Attend a classical high school, or teach at one, or send your children. While post-graduate classical education is diminishing, the classical high school movement is growing rapidly. This option “differs profoundly from the instruction offered by modern district public schools,” according to a 2021 article by the Manhattan Institute. “It is heavily oriented toward the liberal arts, guided by the Western canon, and grounded in Greek and Roman traditions of academic excellence.”

In a Feb. 27 article for First Things, Mark Bauerlein advises underemployed humanities PhDs to join the classical primary high school revolution.

“It’s a job that will allow you to teach what you love,” he wrote. “You won’t be a grunt in the insistent hierarchy of the college campus any longer. You’ll be a valued part of an academic enterprise. You’ll be respected, you’ll be wanted. The academic job market for fresh PhDs has been horrible for decades, and never worse than in the last 10 years. It has made you into one of a thousand sellers in a buyer’s market, with the zero prestige that goes with it. You needn’t go through it any more.”

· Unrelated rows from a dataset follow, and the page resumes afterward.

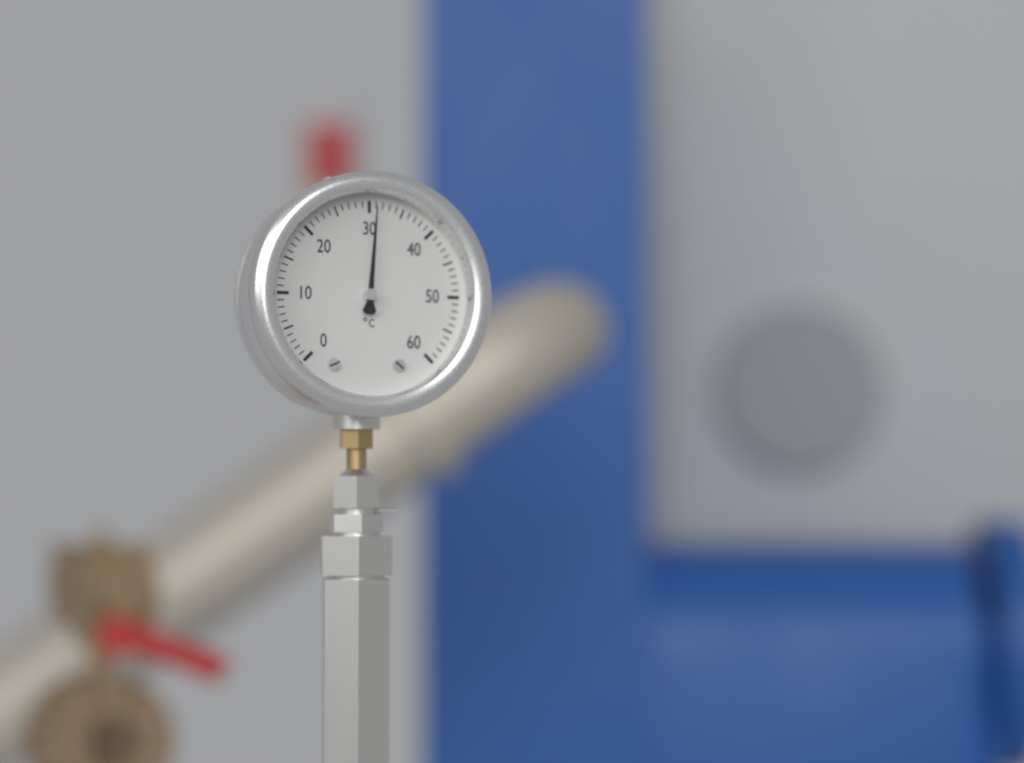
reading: 31 °C
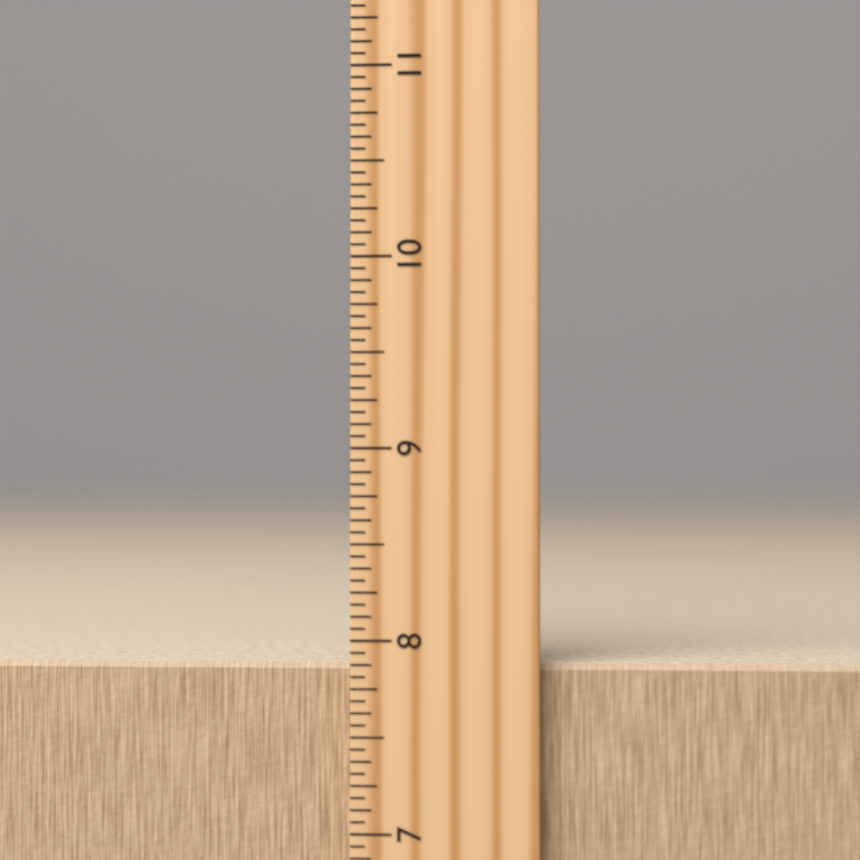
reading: 7.8750 inch
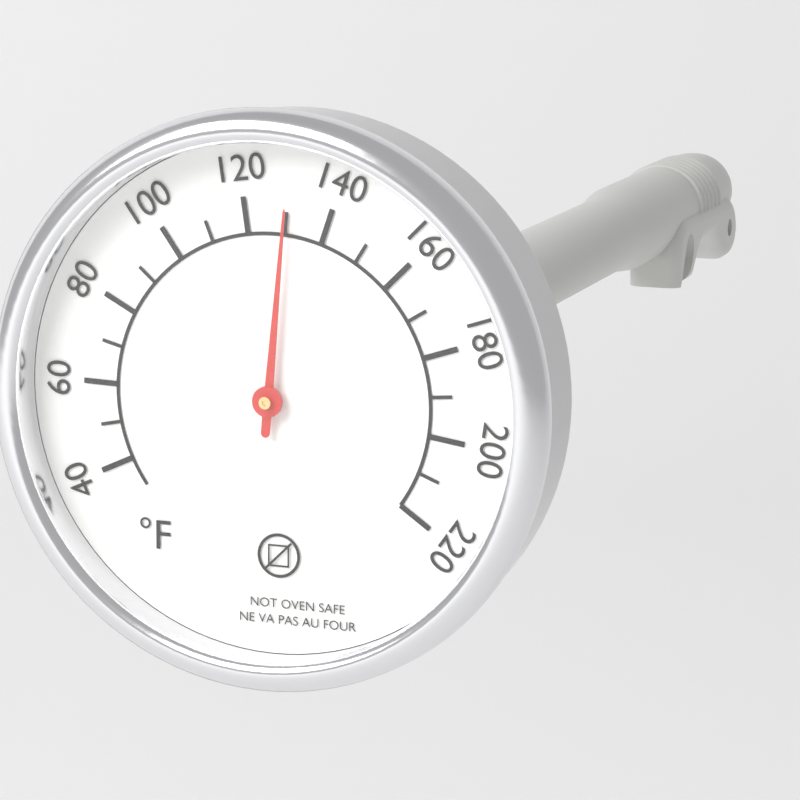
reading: 130 °F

“In this job, the supply/demand will be reversed,” Bauerlein stated. “The higher-ups will need you. Your training will be honored. For example, check out this ad, and this one, and this one.”

The Institute for Catholic Liberal Education posted nine jobs to its network in the last 19 hours, as of this writing. It has schools in nearly every U.S. state and several abroad.

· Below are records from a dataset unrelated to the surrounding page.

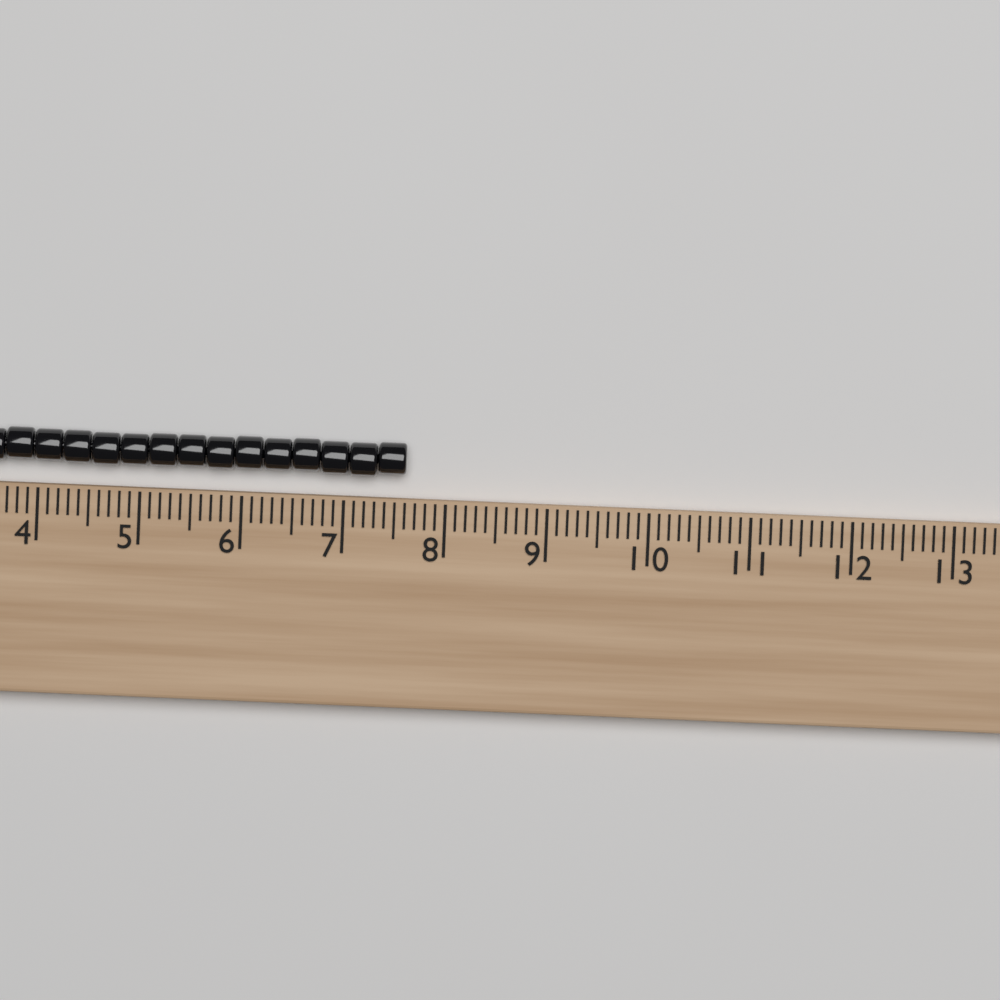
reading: 7.6 (no unit)
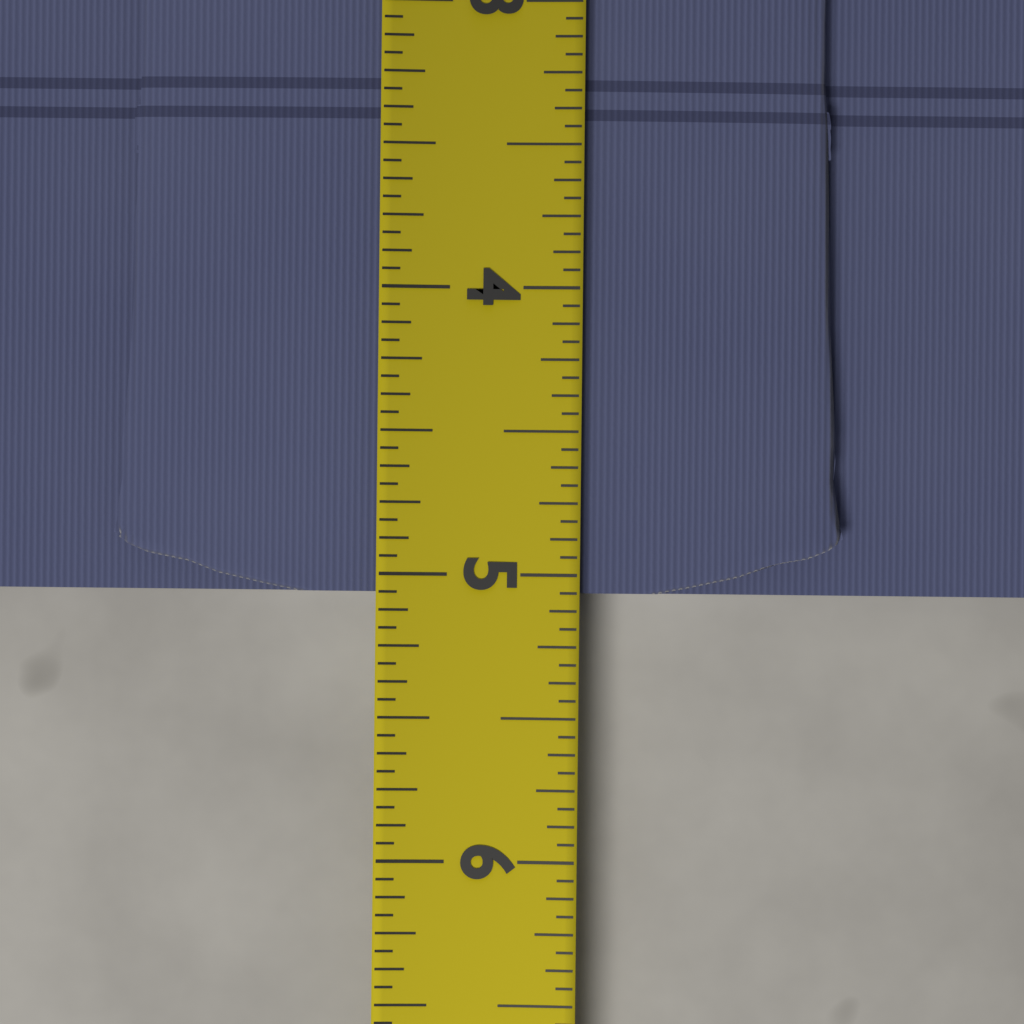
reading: 5.0625 (no unit)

Great Hearts Academies, a network of tuition-free, secular charter schools grounded in the classical and Judeo-Christian traditions, is growing faster than it can meet demand. It has campuses in Texas, Louisiana, Florida, and Arizona. Great Hearts’ mission is to “cultivate the minds and hearts of students through truth, goodness, and beauty,” according to its website, and its reading lists emphasize primary texts and the classics of Western civilization. Technology serves education, not vice versa. Students read physical books, smart phones are forbidden and DEI statements are nowhere to be found.

Go to a Christian college. Some Catholic and other Christian liberal arts colleges remain keepers of a humanistic legacy abandoned by their secular peers, not unlike medieval monasteries preserving classical texts in the Middle Ages.

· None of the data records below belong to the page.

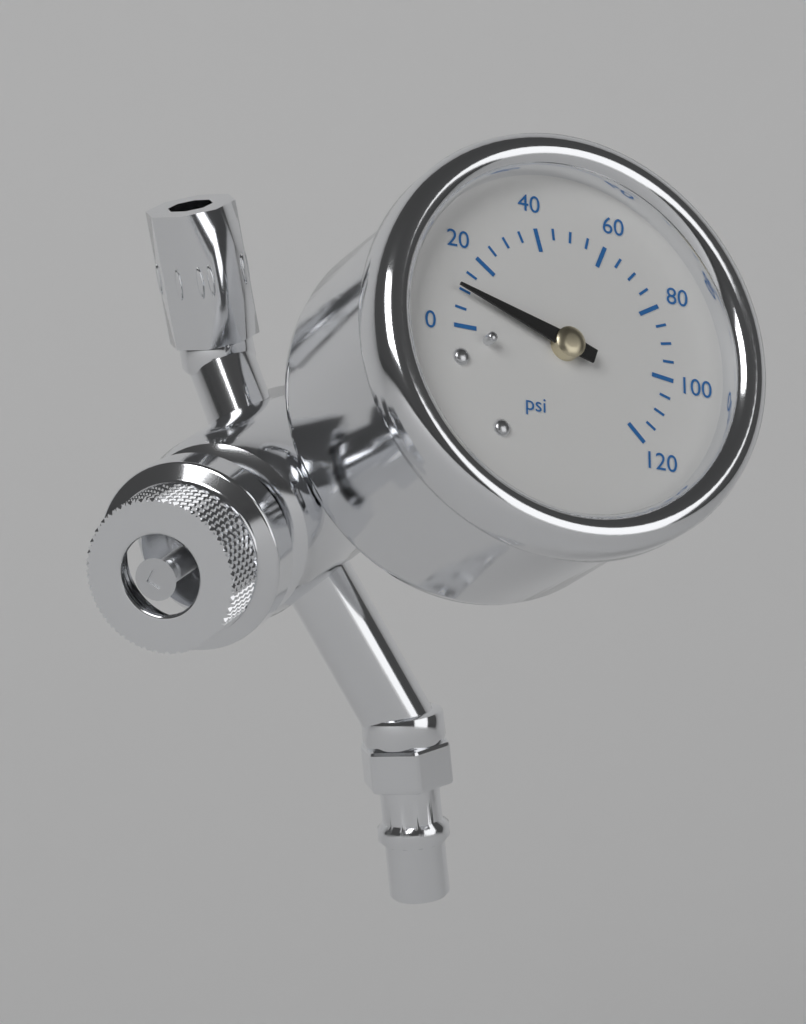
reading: 10 psi
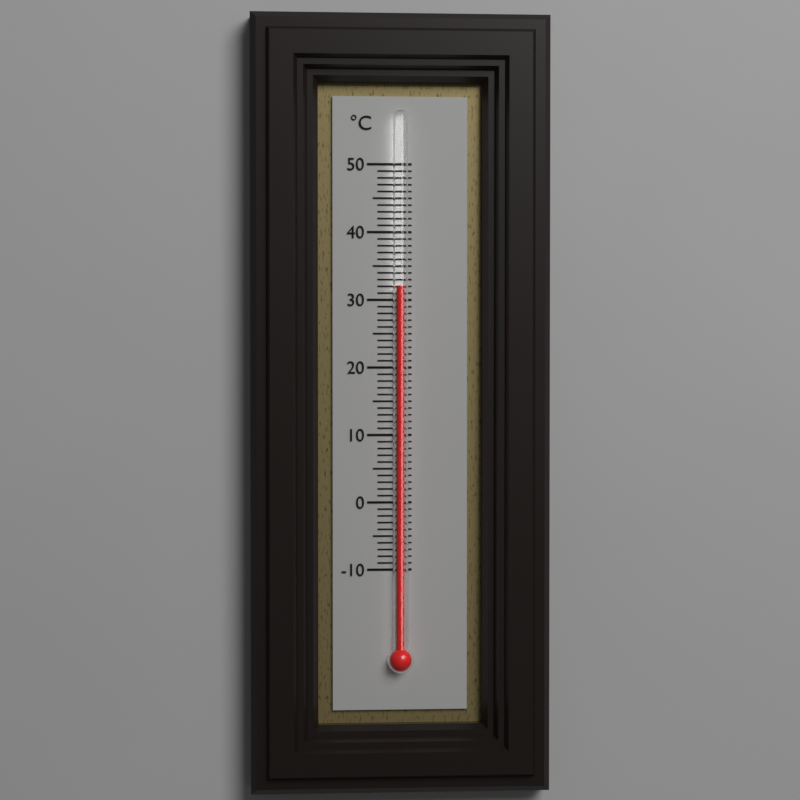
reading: 32 °C
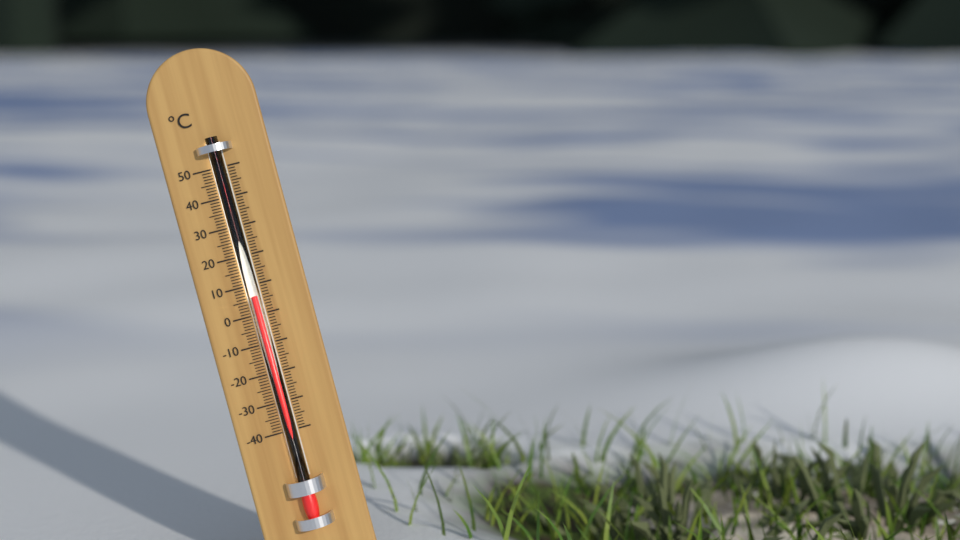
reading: 6 °C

English professor Jeff Bilbro at Grove City College, a Christian university in Pennsylvania, explained why he believes humanities majors are up at his school despite a national decline.

“One possibility [for the popularity of the major] is that many of our students come from classical or homeschool backgrounds, and those cultures and networks have done a good job articulating the value of liberal arts formation and the importance of reading and writing well,” Bilbro told The College Fix last August.

“We place an emphasis on close readings that attend to the aesthetic form and moral import of a given work,” he wrote.

That’s a far cry from the reductive humanities education on offer at most elite schools, where teaching is largely driven by particular ideologies of race, class, gender, and other political topics du jour. 

Learn online, ideally with like-minded peers and teachers.While brick-and-mortal schools may have abandoned their mission to teach the classics, rigorous humanities education is reflected in ten thousand places (or more) on the internet. Great Books stalwart St. John’s College recently offered a podcast bringing its educational offerings to a wider audience. The nonprofit Catherine Project funds free seminars on foundational texts to learners of all backgrounds. The Arete Society for Classical Learning offers an abundance of resources to homeschoolers and lifelong learners.

Great books learning is best done in community, and advanced work in the sciences and other disciplines requires technology that may be challenging to access. But there are many ways to find workarounds.

Our country contains a wealth of educational resources for those who know where to look. All we need are the right habits, a like-minded community, and the leisure to seek out the wisdom of the present and the past.